The second birth is necessary to overcome our rebellion, for, our hearts must be changed before we may turn to God as it is written:

the carnal mind is enmity against God; for it is not subject to the law of God, nor indeed can be. So then, those who are in the flesh cannot please God.” ―Romans 8:7-8

And again:

“the natural man does not receive the things of the Spirit of God, for they are foolishness to him; nor can he know them, because they are spiritually discerned.” ―1 Corinthians 2:14

Man, in his carnality (referring to his pre-conversion state), has absolutely no ability to be subject to God’s law. He is inwardly unable to please God.

The natural (carnal man) does not believe in Christ because the things of the Spirit of God (salvation, righteousness, faith, union with God) are foolishness to him. But also this man in his natural state cannot know the things of God. He has an inward moral inability that must be overcome before he can accept the things of God.

Yet this man cannot overcome his inability, for it stems from his mind in which he is an enemy of God (Col 1:21) and from his heart which is deceitful above all things and desperately wicked (Jeremiah 17:9).

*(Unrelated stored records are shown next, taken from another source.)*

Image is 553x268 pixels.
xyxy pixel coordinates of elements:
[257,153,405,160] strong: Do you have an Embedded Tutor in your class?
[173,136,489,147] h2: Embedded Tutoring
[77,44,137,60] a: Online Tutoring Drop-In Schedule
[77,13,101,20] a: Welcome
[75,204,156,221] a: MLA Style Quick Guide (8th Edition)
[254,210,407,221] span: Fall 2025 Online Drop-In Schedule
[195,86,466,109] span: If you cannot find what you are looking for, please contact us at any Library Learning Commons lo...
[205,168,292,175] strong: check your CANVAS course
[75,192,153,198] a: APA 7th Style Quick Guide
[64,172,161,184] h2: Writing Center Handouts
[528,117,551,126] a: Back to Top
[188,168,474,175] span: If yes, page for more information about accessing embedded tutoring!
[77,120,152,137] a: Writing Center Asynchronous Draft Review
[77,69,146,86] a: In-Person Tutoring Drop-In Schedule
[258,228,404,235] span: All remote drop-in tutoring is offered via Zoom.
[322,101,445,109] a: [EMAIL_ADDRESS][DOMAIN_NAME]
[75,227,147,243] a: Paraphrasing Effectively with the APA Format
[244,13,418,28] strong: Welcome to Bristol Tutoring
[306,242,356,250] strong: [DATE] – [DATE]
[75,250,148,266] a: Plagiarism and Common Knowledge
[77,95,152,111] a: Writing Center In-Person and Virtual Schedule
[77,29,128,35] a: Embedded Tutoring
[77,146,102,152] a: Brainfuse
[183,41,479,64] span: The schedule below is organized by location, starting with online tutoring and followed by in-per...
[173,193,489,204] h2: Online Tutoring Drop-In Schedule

His heart must be cleansed, and his mind renewed before he can believe. To believe, he must be enabled. Thus, scripture says:

I will deliver you from all your uncleannesses.” Ezekiel 36:29.

And again:

“For I will take you from among the nations, gather you out of all countries, and bring you into your own land. Then I will sprinkle clean water on you, and you shall be clean; I will cleanse you from all your filthiness and from all your idols. I will give you a new heart and put a new spirit within you; I will take the heart of stone out of your flesh and give you a heart of flesh. I will put My Spirit within you and cause you to walk in My statutes, and you will keep My judgments and do them. Then you shall dwell in the land that I gave to your fathers; you shall be My people, and I will be your God.” Ezekiel 36:24-28

He who elects men unto salvation must of necessity regenerate, or cleanse, or renew them. He must give them a new heart of flesh for their old natural rebellious heart of stone.

When they are born again, the Spirit of God indwells them, causing them to ‘walk in My statutes’ (Ezekiel 36:27).

That is, God must work in us to will and to do according to His pleasure (Philippians 2:13). We must be born again before we can obey God’s commands.

We must be born again to exercise our choice to believe, which choice is consistent with our new nature, for it is He who causes us to walk in His statutes.

This is why we must call men to repentance, but also ask that God causes that repentance in them. We must preach the Gospel to all, and also ask God to unleash His grace that overpowers sin.

For even as ‘faith comes from hearing,’ that ‘hearing’ is caused ‘BY the word of Christ’ (Romans 10:17).